Reading the “Always Be Optimizing” chapter of Jia Tolentino's Trick Mirror is helping me articulate, even just to myself, the ways in which the intersection of capitalism and patriarchy kept me from coming out, beyond the obvious of overt challenges.

Even while chafing, identifying as a woman was optimization for what features I had. With long permed hair, my mother extoled the benefits of taking advantage of my youth and femininity; “It will help you get ahead,” she said, with the confidence of someone whose career had genuinely benefited from beauty. As someone without a career to speak of, yet, it seemed foolish to throw away what tools I had to work with.

But, beyond the rewards of being willing to work on the system's terms, I was unwilling to bear the friction and tension of not working on its terms. My contrarian instincts never manifested in meaningful divestment from the system; instead, they took the form of token protest: a lasting resistance to spending time on clothes, make-up, and hair, as well as an unwillingness to optimize my digital presence, despite how necessary it seemed for my desired career.

I feel I'm still caught in its maws: coming out in furtive spurts, only in safe circles; finally making a website, as a concession to the precariousness of our current existence in which I may need to scramble for more work, who in bloody hell knows...

But, to answer Jia's question at the end of the chapter:

| “What do you want—what desires, what forms of insubordination, would you be able to access—if you had succeeded in becoming an ideal woman, gratified and beloved, proof of the efficiency of a system that magnifies and diminishes you every day?”

I haven't succeeded in becoming an ideal woman (too fucking lazy for that), but my act of insubordination is opting out of the womanhood I've been cast into. Opting out of either/or gender identity.

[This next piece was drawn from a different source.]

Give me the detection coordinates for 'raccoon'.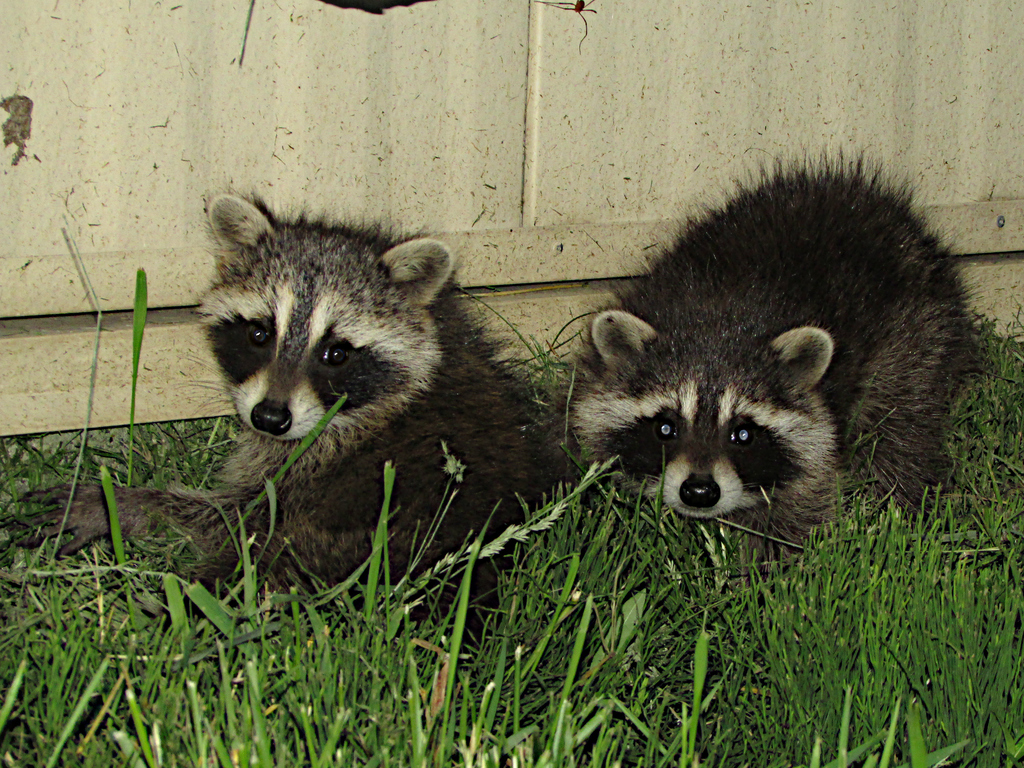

But, finally, with that small act of resistance, it feels as if I've wedged my foot in the door. Though it's just a personal symbol of resistance, it's helped me finally feel like there is enough of myself in alignment that I can speak without feeling like a fraud. It's helped me cast off some of the self-loathing and depression that seems baked into modern living in the U.S.. I'm now able to enjoy my own company, which translates to spending less time anesthetized by the creative outpourings of others (who are better, more authentic) and more time with my creative self, which, in turn, finally allowed me to start what feels like a sustainable daily art practice.

I've long wanted to establish artistic discipline; I didn't realize that what I needed first was to feel like a genuine human being.